This sculptural image of Vera Mukhina (1889-1953) is relatively small, which is an interesting thing. Mukhina was one of the most prominent and important of all the monumentalist sculptors. Many of her works were huge. Easily her most famous is The Worker and the Kolkhoz Girl, which has stood for decades at the entry to the Exhibit of National Achievements in Moscow. It was set up there after first being unveiled – with wild international success – at the Paris World Fair in 1937. The fascinating School of Life site has many unusual tidbits about Mukhina’s life and work and it points out that the sculpture, created in Moscow, weighed 75 tons and had to be cut into 65 segments transported on 28 train cars in order to get it to Paris. So famous is this sculpture I would say that for awhile it has worked against Mukhina’s reputation.
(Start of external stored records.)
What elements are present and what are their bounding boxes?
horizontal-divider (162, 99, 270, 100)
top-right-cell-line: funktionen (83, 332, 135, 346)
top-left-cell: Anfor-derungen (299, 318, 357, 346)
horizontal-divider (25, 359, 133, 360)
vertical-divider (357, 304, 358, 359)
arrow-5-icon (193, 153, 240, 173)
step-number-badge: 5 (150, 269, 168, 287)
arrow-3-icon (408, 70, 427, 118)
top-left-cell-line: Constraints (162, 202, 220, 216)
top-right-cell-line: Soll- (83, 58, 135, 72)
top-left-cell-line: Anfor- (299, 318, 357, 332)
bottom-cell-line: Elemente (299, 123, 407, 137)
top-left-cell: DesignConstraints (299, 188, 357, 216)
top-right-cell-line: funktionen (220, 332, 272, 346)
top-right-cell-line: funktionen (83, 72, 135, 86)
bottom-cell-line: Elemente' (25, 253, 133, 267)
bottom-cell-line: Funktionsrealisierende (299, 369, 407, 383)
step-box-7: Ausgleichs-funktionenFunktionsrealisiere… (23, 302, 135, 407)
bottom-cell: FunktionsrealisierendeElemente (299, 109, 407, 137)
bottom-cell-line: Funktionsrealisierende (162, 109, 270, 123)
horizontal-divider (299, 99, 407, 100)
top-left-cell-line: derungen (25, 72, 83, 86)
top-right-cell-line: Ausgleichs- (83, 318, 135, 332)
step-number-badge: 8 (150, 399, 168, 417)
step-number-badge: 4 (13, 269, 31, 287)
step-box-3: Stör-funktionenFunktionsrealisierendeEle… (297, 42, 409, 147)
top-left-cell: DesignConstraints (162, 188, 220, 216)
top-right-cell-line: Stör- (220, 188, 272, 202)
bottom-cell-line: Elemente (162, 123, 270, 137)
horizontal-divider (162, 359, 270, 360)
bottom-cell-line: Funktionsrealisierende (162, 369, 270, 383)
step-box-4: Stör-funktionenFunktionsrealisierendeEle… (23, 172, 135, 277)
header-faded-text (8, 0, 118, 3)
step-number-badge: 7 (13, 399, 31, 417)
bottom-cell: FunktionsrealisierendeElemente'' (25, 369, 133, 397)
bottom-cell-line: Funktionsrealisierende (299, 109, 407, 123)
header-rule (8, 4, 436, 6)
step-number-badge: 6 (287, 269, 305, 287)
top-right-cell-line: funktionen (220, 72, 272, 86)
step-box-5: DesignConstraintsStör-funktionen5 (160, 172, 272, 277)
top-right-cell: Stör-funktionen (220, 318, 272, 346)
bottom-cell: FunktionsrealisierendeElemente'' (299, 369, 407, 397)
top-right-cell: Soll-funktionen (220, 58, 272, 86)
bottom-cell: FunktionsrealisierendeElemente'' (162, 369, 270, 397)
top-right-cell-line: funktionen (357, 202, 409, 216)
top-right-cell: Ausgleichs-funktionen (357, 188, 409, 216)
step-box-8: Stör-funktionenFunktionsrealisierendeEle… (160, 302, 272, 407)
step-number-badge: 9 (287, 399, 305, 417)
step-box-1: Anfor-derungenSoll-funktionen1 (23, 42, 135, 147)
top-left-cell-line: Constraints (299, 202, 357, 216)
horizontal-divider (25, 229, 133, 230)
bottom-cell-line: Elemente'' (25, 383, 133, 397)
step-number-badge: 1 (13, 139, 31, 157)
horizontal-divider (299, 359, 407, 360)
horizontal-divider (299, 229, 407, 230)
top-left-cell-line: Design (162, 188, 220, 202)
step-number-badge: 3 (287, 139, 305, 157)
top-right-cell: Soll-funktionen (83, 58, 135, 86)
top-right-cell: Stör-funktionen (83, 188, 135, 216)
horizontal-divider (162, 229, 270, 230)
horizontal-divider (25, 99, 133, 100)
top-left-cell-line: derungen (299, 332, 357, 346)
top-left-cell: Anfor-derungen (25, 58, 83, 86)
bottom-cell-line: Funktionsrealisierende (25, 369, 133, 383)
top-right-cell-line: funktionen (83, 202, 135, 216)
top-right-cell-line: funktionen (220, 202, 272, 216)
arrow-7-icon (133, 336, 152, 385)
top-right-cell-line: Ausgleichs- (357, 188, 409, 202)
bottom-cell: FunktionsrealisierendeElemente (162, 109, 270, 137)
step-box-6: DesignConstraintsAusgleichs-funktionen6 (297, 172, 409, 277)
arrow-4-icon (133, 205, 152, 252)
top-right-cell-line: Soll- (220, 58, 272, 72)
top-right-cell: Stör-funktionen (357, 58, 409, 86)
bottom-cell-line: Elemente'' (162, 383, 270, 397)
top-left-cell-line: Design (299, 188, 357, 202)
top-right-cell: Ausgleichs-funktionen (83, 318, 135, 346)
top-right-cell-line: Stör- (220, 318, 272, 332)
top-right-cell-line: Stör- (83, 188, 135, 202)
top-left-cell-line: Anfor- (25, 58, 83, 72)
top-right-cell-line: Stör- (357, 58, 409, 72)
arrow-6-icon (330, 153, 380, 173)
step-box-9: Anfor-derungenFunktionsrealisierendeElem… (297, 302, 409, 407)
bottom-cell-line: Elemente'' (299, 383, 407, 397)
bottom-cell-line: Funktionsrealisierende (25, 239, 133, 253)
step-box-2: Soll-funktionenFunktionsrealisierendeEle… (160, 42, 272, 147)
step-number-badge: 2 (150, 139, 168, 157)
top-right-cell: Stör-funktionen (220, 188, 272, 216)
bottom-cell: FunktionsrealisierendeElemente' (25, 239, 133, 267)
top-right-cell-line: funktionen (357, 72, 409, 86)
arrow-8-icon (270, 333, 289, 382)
The figure of a young man and a young woman marching forward in lock step as they hold a hammer and cycle on high is so ubiquitous and is so bound up in images of stagnant and hostile eras of Soviet history, that it has long been hard to appreciate the work on its own merits. It looks much more like a cliche than a great work of art today, at least until you stop and take the time to ponder it.
There is no doubt that Mukhina was tight, in some ways, with a state that saw and used monumentalism as a way to express and reinforce its superiority. Mukhina was the recipient of five Stalin Prizes in her career (1941, 1943, 1946, 1951, 1952). She was given prestigious commissions to create centrally-located, highly visible public art. According to her son, however, she never once created a bust or sculpture of leading Soviet politicians, although she was asked to many a time, and her husband, the prominent doctor Alexei Zamkov, was repeatedly harassed by the authorities in those moments when he wasn’t being spared or given unexpected opportunities. In short, the family walked a narrow line in a very difficult time. I wrote in late May about a monumental sculpture of Maxim Gorky that Mukhina was instrumental in completing shortly before her own death and 10 years after the death of the primary sculptor Ivan Shadr. When one digs into the details of Mukhina’s life one sees why she may have been compelled to help finish the image of Gorky – he was instrumental in obtaining permission for Mukhina and her husband to return to Moscow from exile in Voronezh. They had attempted to slip out of the country in the early-to-mid-1930s and were caught, detained and exiled.
Another of Mukhina’s most famous works is the monument to Pyotr Tchaikovsky which stands before the Moscow Conservatory. That was no easy commission, however. The original commission was made in 1940 but work was interrupted by the war. Only in 1945 did Mukhina present her first “draft” of the future monument. It, however, was rejected by the inspection board. A second variant was given the okay two years later, but it still took eight more years to get the official order to place the sculpture before the Conservatory. By the time of the unveiling in 1954, Mukhina had been dead for nearly a year.
The likeness of Mukhina stands on a tiny, nameless square more or less at the intersection of Prechistensky Lane and Prechistenka Street in the Arbat region. Sculpted by Mikhail Anikushin with the aid of architect Sergei Khadzhibaronov, it was unveiled in 1989 as part of the celebration of Mukhina’s centennial.
The piece reflects her reputation as a principled person with a difficult personality. I mention that latter bit only because you run across it a lot when reading about Mukhina. I don’t doubt it’s true, knowing what I know about her life, her work and the era that she inhabited. What I do doubt is that there is anything of value to be had in applying such epithets to her. That she was a strong person with a strong vision is already evident in the fact that she made sculptures weighing 75 tons. It’s also evident when you consider the tight-rope walk she and her husband had to walk in order to keep working and living. In other words, I report that bit of information that everyone else reports, but I encourage you to toss it out as useless.
Anikushin – perhaps – shows Mukhina wrapped in the same scarf and buffeted by the same wind as the young man in the sculpture of The Worker and the Kolkhoz Girl. It’s a nice little quote and it works especially well because, as I said, this sculpture is relatively small and, in no way, attempts to approximate Mukhina’s own work. Anikushin also did a nice job of imparting to Mukhina’s expression that strength we know she commanded, even if it might be a tad off-putting, while also giving her a very human, thoughtful gaze. There is, in other words, a subtle mix here of the public and private flowing back and forth into one another. There is something in that which captures the essence of at least one aspect of the Soviet experience.
Mukhina and her husband are buried in the hallowed – and prestigious – ground of the Novodevichy Monastery on the banks of the Moscow River. I love the words that are engraved on their headstone. Dr. Zamkov, who died in 1942, is quoted as saying, “I did for people everything that I could.” When Vera herself was buried, her own words were added: “Me too.”